British Airways Surprises Mother With Unexpected Visit From her Son

British Airways - Visit Mum

According to 2010 US Census Data there are 1.7 million India-born people living in America. Ratnesh is one of them, leaving the city of Mumbai at the age of 17 for a new life in New York City.

In this beautifully shot clip created by Ogilvy New York to promote British Airways’ “It’s time to Visit Mum!” campaign, we meet Ratnesh and his mother. They’ve stayed in touch, but she hasn’t seen her son in person in the 15 years since he home.

The agency has asked her to prepare her son’s favorite meal, and they will deliver it to him via British Airways. What his mother doesn’t know is that the airline has arranged for Ratnesh to fly home to surprise his mother in person. Watch the clip below, then call you mum.

If you’d like to try the recipe for Bhindi it’s available as a PDF on the British Airways website.

[via Creative Criminals]

USA

Ogilvy Deploys Purposeful Outdoor Ads to Promote IBM Smarter Cities

IBM Smarter Cities

IBM and the Paris office of ad agency Ogilvy & Mather have created a series of outdoor advertising with an added practical purpose. The colorful ad installations were constructed to include a bench, an overhang to provide shelter from the rain, and a ramp to help people more easily navigate stairs.

The campaign promotes IBM’s “People for Smarter Cities” initiative, which looks to bring people from around the world together to collaborate on solutions that improve the ways that cities function.

[via Gute Werbung]

France

Dove Dupes Photoshop Users With Fake Beautify Tool

Dove Beautify Photoshop Actions

This is an example of a non-traditional ad initiative where the real payoff is really the PR generated from the idea of the concept, rather than the results of its exposure to its proposed targeted user.

The Idea: After nearly a decade of promoting real beauty, Dove wanted to reach out directly to the art directors, graphic designers, photo manipulators who use Adobe Photoshop to manipulate, retouch and create the perfect (yet unreal) look in photographs of models and celebrities.

One of my first creative industry jobs was to cleanup and retouch the photos of models for advertising and beauty product displays.
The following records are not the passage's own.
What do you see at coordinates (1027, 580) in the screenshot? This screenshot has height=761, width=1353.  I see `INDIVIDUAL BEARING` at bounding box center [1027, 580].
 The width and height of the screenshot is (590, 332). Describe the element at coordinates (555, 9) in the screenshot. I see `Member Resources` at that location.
The work included the usual cleanup of small skin imperfections, but also more elaborate manipulation including whitening of teeth, enhancing or changing eye colour, or in extreme cases the complete substitution of a limb if it happened to be positioned awkwardly.

The Toronto offices of OgilvyOne created a Photoshop Action called ‘Beautify’ (an Action is set of instructions that can be completed with a single click click) was posted to the tutorial and software sites frequented by Photoshop users.

When the file was downloaded, installed and then used in Photoshop it reversed the recent retouching work, and added the message “Don’t manipulate our perceptions of real beauty” to the image. The Photoshop user could simply select undo to return to their original work.

Did any designers get duped with this? Highly unlikely. Will this continue a discussion about the manipulation of images? Absolutely.